Rodriguez served two tours in Iraq and two in Afghanistan, including as the No. 2 commander of coalition forces during the 2010 U.S. troop surge. He is a member of a high-achiever West Point class of 1976 that includes the Army's chief of staff, Gen. Ray Odierno.
Ham and Rodriguez made the switch at a ceremony presided over by the chairman of the Joint Chiefs of Staff, Gen. Martin Dempsey, at a hotel near Africa Command's Stuttgart headquarters.
Dempsey called Rodriguez well-suited to lead Africa Command, calling him "smart and decisive."
Notable for his absence was Defense Secretary Chuck Hagel. He sent two letters
- one read for him at a retirement ceremony for Ham and another at the formal change-of-command ceremony. Dempsey said Hagel had been "held" in Washington on other business.
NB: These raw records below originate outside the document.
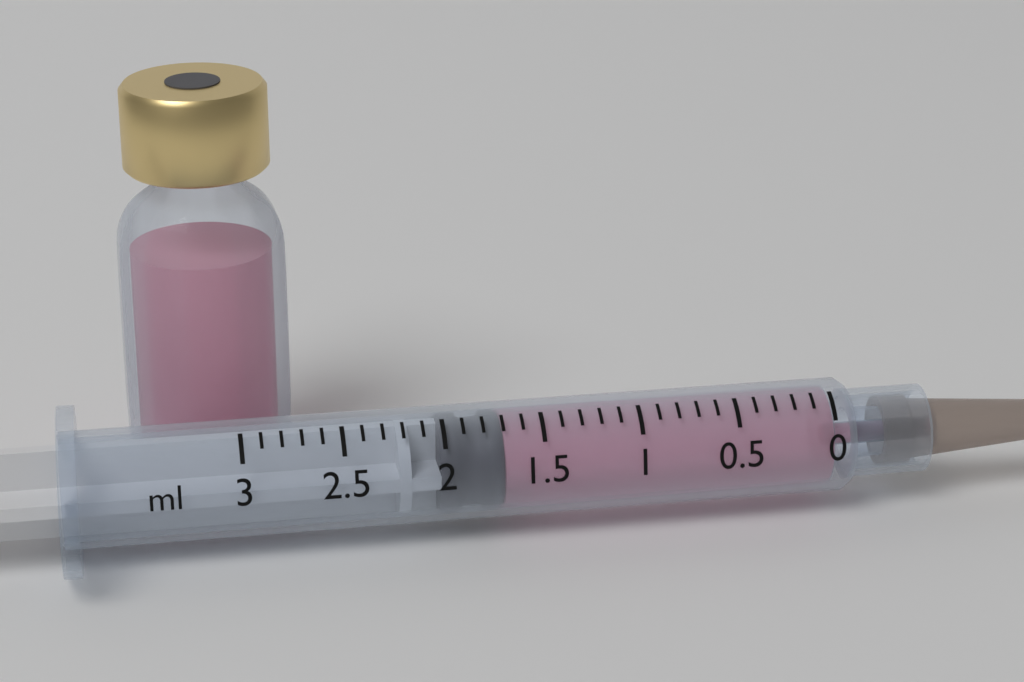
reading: 1.7 ml
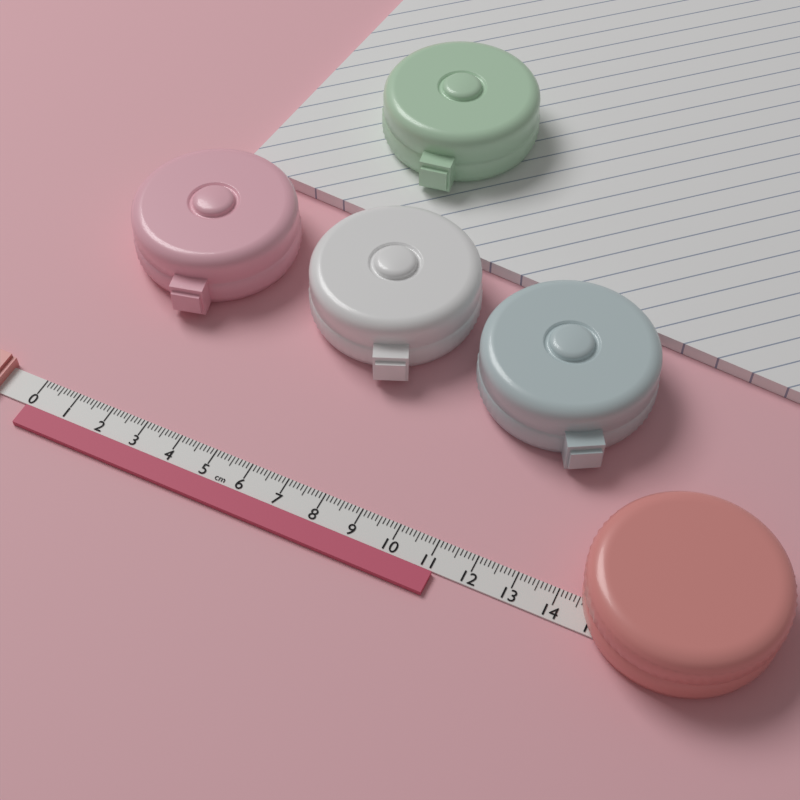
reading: 11.2 cm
Since its creation in 2007, Africa Command has grown from a relative backwater to arguably one of the most important commands in the U.S. military establishment. That is largely due to rising concern about Islamic extremists in the region, including a group known as al-Qaida in the Islamic Maghreb, which gained strength following the March 2012 coup d'etat in Mali.
Other extremist groups of particular concern to the U.S. are Boko Haram in Nigeria, and al-Shabaab in Somalia.
Africa Command's area of responsibility covers the entire African continent minus Egypt.
As the Africa Command chief, Ham managed the U.S. portion of a 2011 coalition campaign to establish a no-fly zone over Libya in support of rebels whose uprising led to the violent overthrow of long-time strongman Moammar Ghadafi. A low point for Ham was the terrorist attack on U.S. government compounds in the Libyan city of Benghazi last September that killed our Americans, including Ambassador Christopher Stevens.
A U.S. government official said Thursday that extremist and criminal elements in Benghazi still pose serious threats, underscored by recent assassinations of Libyan government officials in the city. The official, who spoke on condition of anonymity in order to discuss internal U.S. assessments, said the situation in Benghazi is "not encouraging."